The Lean-Agile Manifesto

A Leadership Lens for Improving How Value Flows Through the Enterprise.


Organizations do not improve by doing Agile better.

They improve by redesigning how value flows through the system.

Meaningful progress comes from applying Lean thinking to how work is defined, funded, delivered, and measured.

Therefore, we emphasize:

Optimize for Flow of Value, not Productivity

Design the system to accelerate the flow of value from idea to outcome. Maximizing utilization and visible activity increases delay, handoffs, and slows learning. Sustainable performance comes from improving flow, not keeping people busy.

Align Around Value, not Structure

Organize decisions, funding, and teams around value streams. Alignment to reporting lines and functional boundaries fragments flow and obscures accountability. True alignment emerges when strategy, capacity, and funding follow value creation.

[ICON PLACEHOLDER – ALIGN AROUND VALUE]

Design the Enterprise System, not Direct the Work

Sustained improvement comes from intentional system design. Increased oversight and tighter control may drive short-term activity but degrade adaptability and resilience. Better outcomes emerge from improving the system, not pushing people harder within it.

[ICON PLACEHOLDER – ENTERPRISE SYSTEM DESIGN]

Measure Outcomes and Fast Learning, not Outputs and Activity

Measure success by customer impact and validated learning. Tracking output volume and task completion creates a false sense of progress. Real progress is defined by improved outcomes and faster insight.

[ICON PLACEHOLDER – OUTCOMES AND LEARNING]

Prioritize Customer Outcomes, not Department Performance

Focus on measurable customer results. Optimizing departments against their own targets often improves local performance while degrading overall system outcomes. Enterprise success is determined by customer impact, not how well individual functions perform in isolation.

[ICON PLACEHOLDER – CUSTOMER OUTCOMES]


Why another Manifesto?

Most organizations are not struggling because they chose the wrong framework. They struggle because the system surrounding their teams prevents value from flowing, decisions from happening quickly, and learning from turning into results.

We believe your organization will improve – and ultimately thrive – if you understand, advocate for, and intentionally build these values and principles into how your system operates.

Many organizations already use Agile, Lean, or hybrid approaches. Over time, practices intended to support improvement can become performative – optimized for activity, reporting, or local targets rather than meaningful results. Teams are asked to adapt, while the system they operate in remains unchanged.

The Lean-Agile Manifesto shifts attention upstream – to leadership decisions, system design, and how value is defined, funded, delivered, and measured.

These principles are framework-agnostic. They apply whether you use Scrum, Kanban, SAFe®, a custom model, or no formal framework at all. Their purpose is not to prescribe a method, but to clarify what drives better outcomes in complex, knowledge-based systems.

This manifesto is intended for leaders willing to examine and improve the system itself – not just the work within it.

These values guide leaders who seek measurable improvement – not performative transformation.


YOUR GOAL: Return the count of lines in the following records that include "Population", and nothing more.

(Items from a figure collection)

··········

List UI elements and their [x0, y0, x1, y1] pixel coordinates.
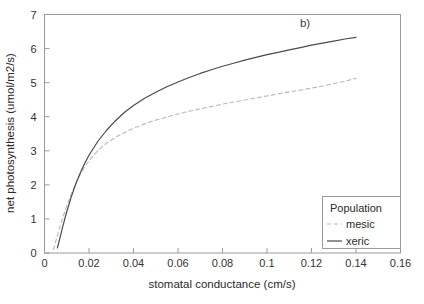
y-tick-label: 7 — [30, 9, 36, 21]
x-tick-label: 0 — [41, 257, 47, 269]
x-tick-label: 0.02 — [78, 257, 99, 269]
x-tick-label: 0.04 — [123, 257, 144, 269]
x-tick-label: 0.12 — [301, 257, 322, 269]
y-axis-title: net photosynthesis (umol/m2/s) — [4, 53, 16, 213]
y-tick-label: 6 — [30, 43, 36, 55]
legend: Population mesicxeric — [323, 197, 401, 249]
x-axis-title: stomatal conductance (cm/s) — [148, 278, 295, 290]
chart-figure: 00.020.040.060.080.10.120.140.16 0123456… — [0, 0, 424, 304]
chart-canvas: 00.020.040.060.080.10.120.140.16 0123456… — [0, 0, 424, 304]
y-tick-label: 2 — [30, 179, 36, 191]
legend-label-xeric: xeric — [346, 235, 370, 247]
legend-label-mesic: mesic — [346, 218, 375, 230]
x-tick-label: 0.06 — [167, 257, 188, 269]
x-tick-label: 0.1 — [259, 257, 274, 269]
y-tick-label: 3 — [30, 145, 36, 157]
panel-label: b) — [300, 17, 310, 29]
x-tick-label: 0.14 — [345, 257, 366, 269]
x-axis-tick-labels: 00.020.040.060.080.10.120.140.16 — [41, 257, 411, 269]
x-tick-label: 0.16 — [390, 257, 411, 269]
legend-title: Population — [330, 202, 382, 214]
x-tick-label: 0.08 — [212, 257, 233, 269]
y-tick-label: 1 — [30, 213, 36, 225]
y-tick-label: 5 — [30, 77, 36, 89]
y-tick-label: 4 — [30, 111, 36, 123]
y-tick-label: 0 — [30, 247, 36, 259]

··········

EXPECTED OUTPUT: 2